I WOKE UP ON TOP OF MY COVERS, still wearing all black. It was raining again. Not End of Days rain like the night before, but rain nonetheless. I held my watch above my head and stared at the seconds blinking uselessly away. It was one in the afternoon, but what the hell did that matter? A day isn’t even what we think it is—the earth rotates on its axis every 23.93 hours, not every 24. My entire concept of this week was false.

Carefully, I climbed onto my desk, my scraped knees still throbbing, and pushed open the window. Drops of water smacked against the windowsill. I heard a train sluicing toward the station and a few indignant crows rustling their wings in the alley below. The skin of my arms prickled. It wasn’t just raining—it was cold.

This is an alternate universe. I have discovered a wormhole.

When I was a kid, my dad would go on these long theoretical rants about wormholes, trying to explain them to me. I wished I could call him, even though it was practically the middle of the night his time. I wished I could ask him some basic physics question and listen as he launched into another lecture about time and the universe—explaining how time wasn’t actually this all-powerful force but a variable. Something that could be changed.

I guess that’s why I’d made this stupid countdown. Because I wanted to hold on to the time I had left here. Because I wanted to separate good-bye from all the moments—the better moments—that came before it. It was my own little scientific experiment, to try to contain that one second when everything I cared about would suddenly vanish.

But that was bullshit. I couldn’t control losing Mika and David. I couldn’t control how it ripped and altered the fabric of my universe. How it was like… like losing a leg.
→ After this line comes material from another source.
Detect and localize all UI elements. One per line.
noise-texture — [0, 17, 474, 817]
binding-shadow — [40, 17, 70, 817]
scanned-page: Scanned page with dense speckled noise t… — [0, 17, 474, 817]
Like falling off the monkey bars. Like falling, period. They were my best friends.

They were.

And now I felt the way I used to feel before I met them. Empty and small.

Alone.

But on the other hand—the other seriously weird, confusing hand—there was Jamie. Jamie, who’d been gone for good. Jamie, who was freckles and moving limbs and a voice like warmed-up honey. When I thought about that, something inside my chest unclenched. The massive Mika-and-David-shaped hole in my life shrank as I thought about him riding the train with me to my station, talking to me the whole time. About boarding school, about his flight back to Tokyo, even about the movie.
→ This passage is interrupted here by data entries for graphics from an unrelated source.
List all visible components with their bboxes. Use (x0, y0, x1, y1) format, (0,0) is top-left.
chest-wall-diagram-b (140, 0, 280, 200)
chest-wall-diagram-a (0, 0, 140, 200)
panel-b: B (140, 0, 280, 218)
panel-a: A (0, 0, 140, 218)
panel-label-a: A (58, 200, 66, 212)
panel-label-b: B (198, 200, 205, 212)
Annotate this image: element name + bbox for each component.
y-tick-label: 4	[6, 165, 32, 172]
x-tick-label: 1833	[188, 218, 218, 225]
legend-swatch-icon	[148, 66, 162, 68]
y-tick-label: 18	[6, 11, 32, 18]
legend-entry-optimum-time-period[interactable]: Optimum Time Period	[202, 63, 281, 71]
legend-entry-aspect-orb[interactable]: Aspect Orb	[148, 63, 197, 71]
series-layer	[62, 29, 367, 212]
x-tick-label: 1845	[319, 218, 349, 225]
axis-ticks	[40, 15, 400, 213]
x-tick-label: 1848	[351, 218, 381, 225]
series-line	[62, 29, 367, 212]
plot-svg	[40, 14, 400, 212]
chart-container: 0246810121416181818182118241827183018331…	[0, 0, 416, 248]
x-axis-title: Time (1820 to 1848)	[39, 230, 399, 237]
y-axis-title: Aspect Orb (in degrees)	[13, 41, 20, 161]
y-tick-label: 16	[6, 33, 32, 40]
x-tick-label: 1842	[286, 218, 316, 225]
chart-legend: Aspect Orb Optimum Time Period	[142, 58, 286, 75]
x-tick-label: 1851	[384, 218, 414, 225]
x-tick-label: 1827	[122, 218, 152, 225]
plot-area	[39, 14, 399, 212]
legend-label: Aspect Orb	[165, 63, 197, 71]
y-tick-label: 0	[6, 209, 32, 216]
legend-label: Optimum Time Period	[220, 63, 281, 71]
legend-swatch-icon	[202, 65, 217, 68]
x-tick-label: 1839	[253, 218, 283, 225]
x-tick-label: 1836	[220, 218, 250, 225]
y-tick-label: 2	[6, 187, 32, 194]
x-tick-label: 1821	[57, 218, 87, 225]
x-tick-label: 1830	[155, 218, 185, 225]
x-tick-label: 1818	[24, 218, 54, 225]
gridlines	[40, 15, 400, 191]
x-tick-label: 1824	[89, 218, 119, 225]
“I wasn’t supposed to be cast in it,” he said. “That’s fun fact number one. The book takes place in North Carolina, and they filmed some of it near my grandparents’ place. Fun fact number two is that the director actually wanted my grandfather to have a cameo, but the Famous Wyatt Foster would have nothing to do with it. So they gave me a role instead.”

It was way past midnight when we got to my station, which meant he couldn’t get another train to his place. He had to take a cab home.

“I’ll give you money,” I said when we were standing near the station exit.

He shook his head. His hair had started to dry and turn back into curls. He shoved his hands in his pockets so I couldn’t hand him the damp thousand-yen bills I was holding. “Can’t let you do that, I’m afraid. Anyway, my parents gave me ‘emergencies only’ money.”

“Your parents,” I groaned. “It’s already so late. They’re going to kill you.”

“It’s fine,” he said. “I’m alive and I didn’t get kicked out of the T-Cad, so tonight is all victory as far as they’re concerned. Besides, Mika and I have this deal where she won’t make me go home alone. She’ll wait for me in the lobby and walk me up, and my parents won’t be able to freak out because they love her.”

The thought of Mika waiting for Jamie, helping him, made my stomach pitch. “Please don’t tell her you were with me,” I said.

He glanced down, sheepish. “I think she’s probably guessed.”

“In that case, don’t tell her I yelled at you.”

“Are you kidding?” He gave me a half smile. “That was my favorite part.”

“Jamie,” I said. “Please.”

He paused, then held out a hand for me to shake. “I won’t tell her a thing.”

In a fit of madness, I’d almost told him to stay at my house. He could have slept on a futon on the floor, and the world wouldn’t have seemed so empty and vast and terrifying.